Joan of Arc had long been the model against which other female resistance fighters where measured. Now it seemed the French government had turned the tables by dubbing Joan of Arc “the first of the resistants” rather than naming a woman resistance fighter “a twentieth century Joan of Arc.”*
*I almost typed “the Joan of Arc of France,” but for that doesn’t work for obvious reasons.
Twice as Hard
Jasmine Brown is a medical student at the University of Pennsylvania. She completed a masters degree in the history of science, medicine and technology at Oxford as a Rhodes Scholar. As an undergraduate, she founded the Minority Association of Rising Scientists (MARS)—a reaction to the realization that though she was the only black student in her lab she was not the only black student at her university.

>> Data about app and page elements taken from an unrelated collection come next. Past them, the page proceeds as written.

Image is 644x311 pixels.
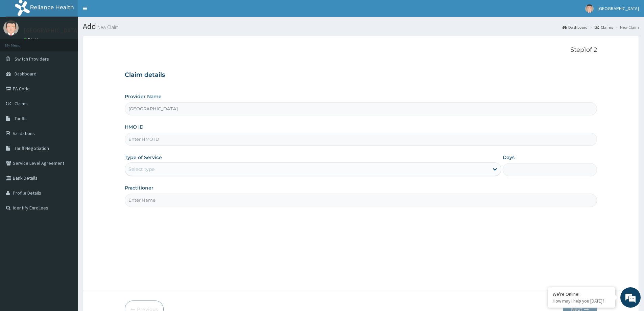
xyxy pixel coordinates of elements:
[125,154,162,161] label: Type of Service
[597,5,639,11] span: [GEOGRAPHIC_DATA]
[24,37,40,42] a: Online
[96,25,119,30] small: New Claim
[125,133,597,146] input: Enter HMO ID
[613,24,639,30] li: New Claim
[125,184,153,191] label: Practitioner
[563,24,587,30] a: Dashboard
[128,166,154,173] div: Select type
[15,145,49,151] span: Tariff Negotiation
[585,4,594,13] img: User Image
[125,46,597,54] p: Step 1 of 2
[125,124,144,130] label: HMO ID
[552,291,610,297] div: We're Online!
[15,71,37,77] span: Dashboard
[125,71,597,79] h3: Claim details
[125,93,162,100] label: Provider Name
[24,27,79,34] p: [GEOGRAPHIC_DATA]
[15,116,27,121] span: Tariffs
[503,154,514,161] label: Days
[15,100,28,107] span: Claims
[15,56,49,62] span: Switch Providers
[125,193,597,207] input: Enter Name
[3,20,18,36] img: User Image
[552,298,610,304] p: How may I help you today?
[83,22,639,31] h1: Add
[594,24,613,30] a: Claims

Brown is also the author of Twice as Hard: The Stories of Black Women Who Fought to Become Physicians, From the Civil War to the 21st Century. In some ways, Twice as Hard is the historical equivalent of MARS. By linking the experience of black women* as medical students and then as doctors across time, she creates a lineage of role models for students like herself. At the same time, she examines the double burdens of systemic sexism and racism through a very specific lens.
In Twice as Hard, Brown tells the stories of nine black women who became physicians in spite of both personal and social obstacles. The first, Dr. Rebecca Lee Crumpler, graduated from medical school in 1864—27 years after the first black man and 15 years after the first white woman obtained their degrees. The last, Dr. Risa Lavizzo-Mourey, is only a few years older than I am—a fact that struck home how far we still have to go in combating systemic racism in our society. Brown details each woman’s challenges and celebrates her accomplishments. (I was particularly taken by the story of Dr. Dorothy Ferebee, who joined forces with other female students in her program across racial and religious divides to confront sexism.) She not only weaves in the historical context for each woman’s story, but compares it to the experiences of black women medical students today.
The end result is a powerful, and often enraging, account of social barriers and women who surmounted them—and a reminder that barriers still remain.
*Brown uses black with a lower case and African American interchangeably throughout the book to describe the women she writes about.